The National Association of Polytechnic Students (NAPS) has described the Dangote Refinery as a “living campus of industrial learning” where Nigerian students are not merely observers of progress but active participants in the nation’s technological advancement.
At a solidarity rally held on Wednesday in Abuja, the students expressed their support for the refinery and called on the Federal Government to defend it against what they termed “the machinations of economic saboteurs.”
Led by its National President, Comrade Eshiofune Paul Oghayan, the students said thousands of Nigerian polytechnic, monotechnic, and college of technology students would continue to benefit from Students Industrial Work Experience Scheme (SIWES) placements at the Dangote Refinery and its allied industries.
According to Oghayan, the refinery serves as an industrial classroom where students “exchange chalkboards for control rooms, theories for turbines, and classrooms for creativity.”
The rally, themed “Protecting National Assets, Securing Youth Futures: NAPS Solidarity with Dangote Refinery for Economic Growth and Stability,” saw hundreds of students carrying placards and chanting solidarity songs in defence of the refinery.
Some of the banners read: “Attack on Dangote is an attack on Nigeria,” “Dangote Refinery: Restoring Hope, Restoring Nigeria,” and “From Classroom to Industry, Nigerian Students Stand.”
Oghayan described the multi-billion-dollar facility as “a national fortress built on private sacrifice,” stressing the need to shield it from vested interests allegedly bent on frustrating Nigeria’s industrial rebirth. He urged the Federal Government to allocate 100 per cent of the crude oil supply to the refinery to enable it to reach full production capacity.
“When we feed this refinery fully, it will flood the market with supply, crash fuel prices, and stabilise our economy,” he said.

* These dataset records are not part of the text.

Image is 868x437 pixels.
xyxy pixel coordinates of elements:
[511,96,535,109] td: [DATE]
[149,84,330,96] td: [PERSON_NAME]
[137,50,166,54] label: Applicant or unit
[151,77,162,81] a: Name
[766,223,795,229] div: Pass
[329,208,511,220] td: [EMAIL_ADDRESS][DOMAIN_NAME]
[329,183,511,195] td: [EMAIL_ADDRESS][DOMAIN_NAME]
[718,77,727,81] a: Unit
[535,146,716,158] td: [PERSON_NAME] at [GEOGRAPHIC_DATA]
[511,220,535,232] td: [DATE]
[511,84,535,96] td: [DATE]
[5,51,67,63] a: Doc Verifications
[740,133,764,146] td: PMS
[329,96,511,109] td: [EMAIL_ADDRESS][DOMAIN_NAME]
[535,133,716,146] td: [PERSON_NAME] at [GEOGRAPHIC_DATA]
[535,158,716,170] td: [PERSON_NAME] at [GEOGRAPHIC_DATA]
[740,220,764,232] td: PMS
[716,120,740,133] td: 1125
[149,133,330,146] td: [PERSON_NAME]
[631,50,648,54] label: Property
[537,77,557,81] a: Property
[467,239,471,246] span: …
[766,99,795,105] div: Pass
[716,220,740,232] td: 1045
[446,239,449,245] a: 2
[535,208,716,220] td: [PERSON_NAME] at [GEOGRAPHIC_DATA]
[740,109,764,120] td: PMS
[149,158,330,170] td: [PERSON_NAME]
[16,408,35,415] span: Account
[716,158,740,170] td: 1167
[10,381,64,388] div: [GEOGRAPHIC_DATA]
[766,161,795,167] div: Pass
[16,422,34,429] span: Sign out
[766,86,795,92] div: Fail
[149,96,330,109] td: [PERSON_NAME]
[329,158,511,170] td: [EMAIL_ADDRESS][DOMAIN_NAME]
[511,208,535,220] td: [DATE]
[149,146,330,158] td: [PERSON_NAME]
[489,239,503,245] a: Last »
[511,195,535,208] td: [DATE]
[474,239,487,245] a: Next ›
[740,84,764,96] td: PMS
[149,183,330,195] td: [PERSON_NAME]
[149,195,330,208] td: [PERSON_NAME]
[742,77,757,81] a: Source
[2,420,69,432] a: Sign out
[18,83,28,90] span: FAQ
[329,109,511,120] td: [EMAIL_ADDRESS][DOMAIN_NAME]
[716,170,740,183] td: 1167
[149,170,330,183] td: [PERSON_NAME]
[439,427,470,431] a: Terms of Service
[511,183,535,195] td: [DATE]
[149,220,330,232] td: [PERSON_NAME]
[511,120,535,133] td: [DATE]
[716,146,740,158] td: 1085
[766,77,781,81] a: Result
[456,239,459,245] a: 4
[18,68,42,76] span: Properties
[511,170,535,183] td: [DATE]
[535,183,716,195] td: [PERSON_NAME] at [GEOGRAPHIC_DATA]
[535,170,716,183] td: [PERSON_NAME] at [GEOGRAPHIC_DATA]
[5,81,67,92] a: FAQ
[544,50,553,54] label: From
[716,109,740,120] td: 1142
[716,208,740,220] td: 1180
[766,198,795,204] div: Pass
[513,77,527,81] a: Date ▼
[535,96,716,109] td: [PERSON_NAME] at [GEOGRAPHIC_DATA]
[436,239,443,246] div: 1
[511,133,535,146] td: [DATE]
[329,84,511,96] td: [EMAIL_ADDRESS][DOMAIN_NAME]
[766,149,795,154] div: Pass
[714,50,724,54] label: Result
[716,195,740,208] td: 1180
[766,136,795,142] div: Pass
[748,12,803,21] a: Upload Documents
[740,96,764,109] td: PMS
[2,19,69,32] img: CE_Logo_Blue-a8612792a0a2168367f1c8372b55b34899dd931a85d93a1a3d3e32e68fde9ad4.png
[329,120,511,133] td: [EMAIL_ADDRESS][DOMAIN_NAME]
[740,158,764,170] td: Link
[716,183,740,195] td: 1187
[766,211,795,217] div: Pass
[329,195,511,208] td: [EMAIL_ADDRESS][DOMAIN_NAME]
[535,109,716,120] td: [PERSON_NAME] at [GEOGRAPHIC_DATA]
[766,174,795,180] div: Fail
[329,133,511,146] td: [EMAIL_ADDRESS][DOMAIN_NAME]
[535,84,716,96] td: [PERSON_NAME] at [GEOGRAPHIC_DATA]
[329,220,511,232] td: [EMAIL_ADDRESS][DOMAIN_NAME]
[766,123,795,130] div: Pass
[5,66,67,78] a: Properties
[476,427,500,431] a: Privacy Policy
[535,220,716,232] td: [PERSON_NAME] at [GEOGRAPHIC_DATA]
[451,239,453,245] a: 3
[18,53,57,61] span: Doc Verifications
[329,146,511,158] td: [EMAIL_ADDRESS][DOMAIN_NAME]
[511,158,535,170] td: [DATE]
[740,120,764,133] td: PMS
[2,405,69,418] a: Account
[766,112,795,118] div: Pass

He further urged ministries and agencies to prioritise locally refined products, noting that the move would stimulate industrial growth, create jobs, and reinforce Nigeria’s economic sovereignty.
“Buy Nigerian, use Nigerian, and defend Nigerian,” Oghayan charged. “The nations that dominate the world became great by protecting what they produce and producing what they protect. Nigeria must do the same.”
Describing the facility as “the refinery of tomorrow built today,” Oghayan said the plant currently refines 650,000 barrels per day of crude and produces Euro-6 standard fuels, with plans to expand capacity to 1.4 million barrels per day, making it the world’s largest single-train refinery.
However, he cautioned against what he described as attempts by vested interests within PENGASSAN, NUPENG, and DAPMAN to derail its operations, accusing them of advancing the interests of petroleum importers.
“The same forces that killed the Kaduna, Port Harcourt, and Warri refineries are rising again — not with guns, but with strikes, deceit, and blackmail,” he alleged.
Oghayan reaffirmed that Nigerian youths would resist any plot to undermine the refinery, declaring that “an attack on the Dangote Refinery is an attack on Nigeria’s industrial future.”